Guggenheim Museum among 31 Upper East Side buildings with Legionella hits
The city named the Guggenheim and 30 other Upper East Side buildings after Legionella showed up in cooling-tower tests. It is the first public address list in the outbreak.

The city put the Guggenheim Museum and 30 other Upper East Side buildings on a public preliminary list after cooling towers in each one tested positive for Legionella in initial PCR screening. Nineteen of the 31 buildings had already finished remediation and the remaining 12 were expected to be done by July 11.
That visibility does not mean the city has identified the source of the outbreak. A positive PCR result can detect dead as well as live bacteria, and only live Legionella can cause illness. Culture testing on every sampled cooling tower was still underway and can take up to two weeks. Buildings with positive screens were ordered to clean and disinfect their cooling towers immediately rather than wait for confirmatory culture results.

The cluster was first identified on July 2 in Carnegie Hill and Yorkville, in ZIP codes 10028 and 10128, before expanding to ZIP code 10075 after at least one case involved a person who lived, worked or had visited that area. By July 10, the city had 54 cases, 18 current hospitalizations and no deaths. On July 6, the mayor’s office put the number of sickened people at at least 23. More than 100 Health Department staff members were mobilized for the investigation and outreach.

Legionnaires’ disease is a type of pneumonia caused by Legionella bacteria that grow in warm water. Cooling towers can spread contaminated water mist outdoors, which is why they have been tied to previous community clusters. Older adults, smokers and people with weakened immune systems face the highest risk of severe illness, and the disease can become serious quickly if not treated. The city said it remained safe to shower, drink tap water and use air conditioners in the affected ZIP codes, and it repeated that Legionnaires’ disease is not spread person to person.

New city rules that took effect May 8 require cooling towers to be tested for Legionella every 31 days while operating, up from every 90 days. The city points to the 2015 South Bronx outbreak, when a single cooling tower was linked to 138 cases and 16 deaths, as the reason for tighter oversight.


YOUR OBJECTIVE:
In the copy, include every entry exactly but none of its images.

AVAILABLE RECORDS:

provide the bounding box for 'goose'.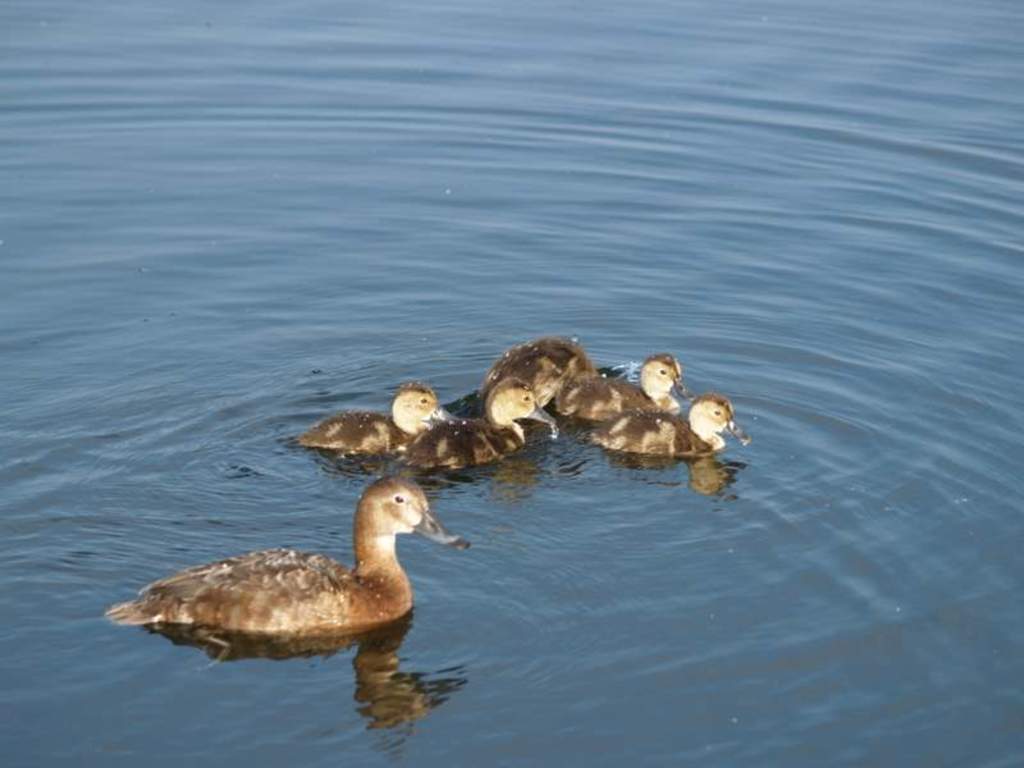
561, 348, 695, 433.
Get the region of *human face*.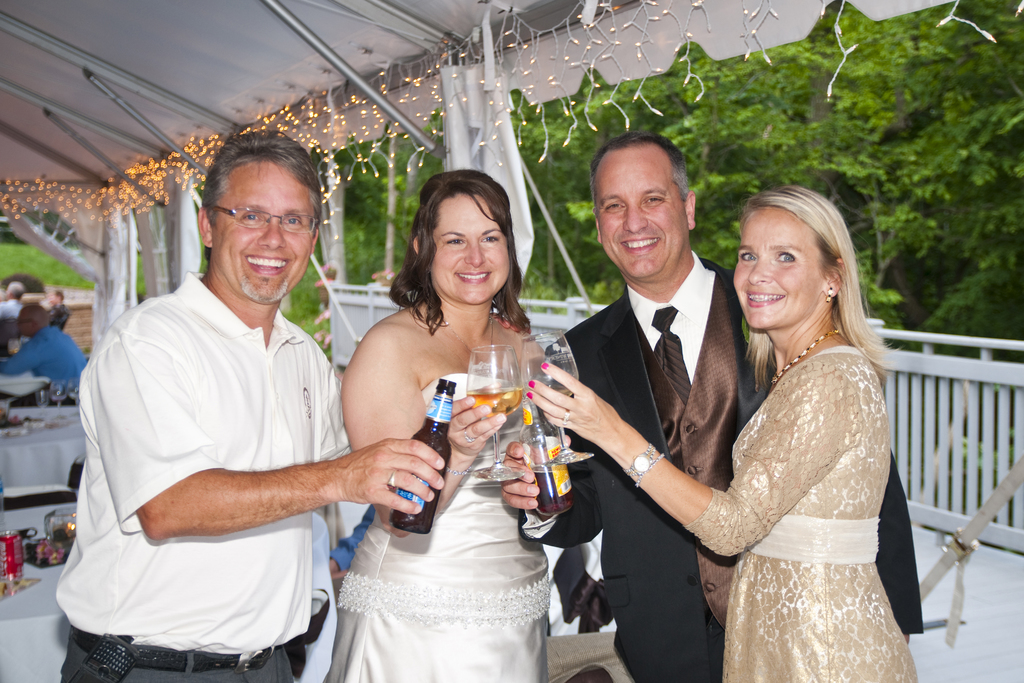
BBox(596, 155, 684, 280).
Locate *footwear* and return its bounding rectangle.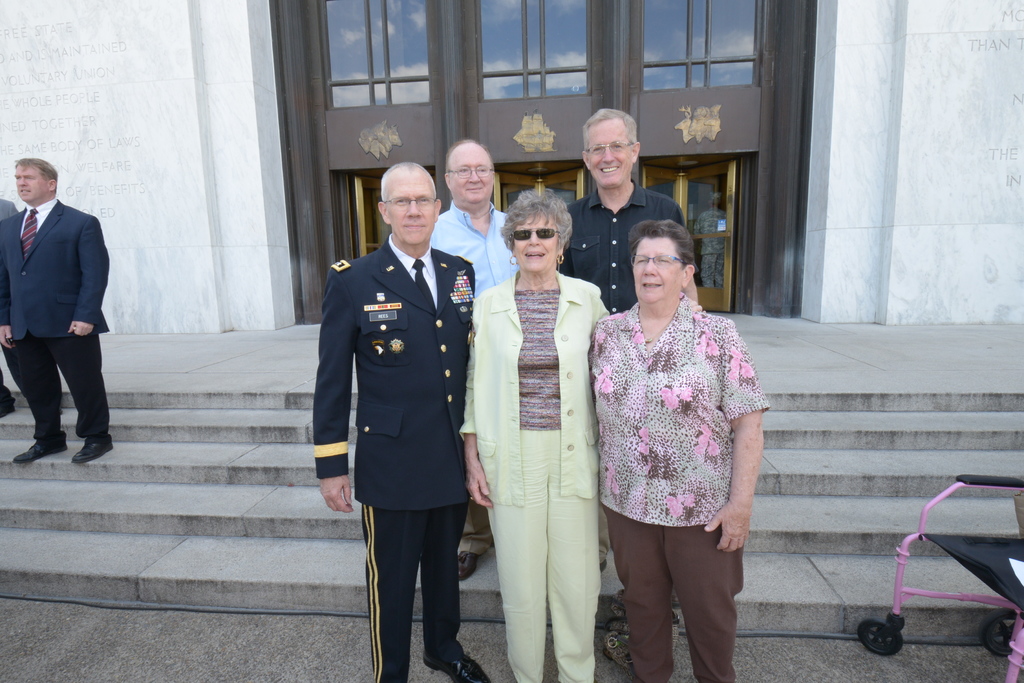
(426,650,490,682).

SOLUTION:
provide the bounding box for 'goose'.
561, 348, 695, 433.
Get the region of *human face*.
BBox(596, 155, 684, 280).
Locate *footwear* and return its bounding rectangle.
(426,650,490,682).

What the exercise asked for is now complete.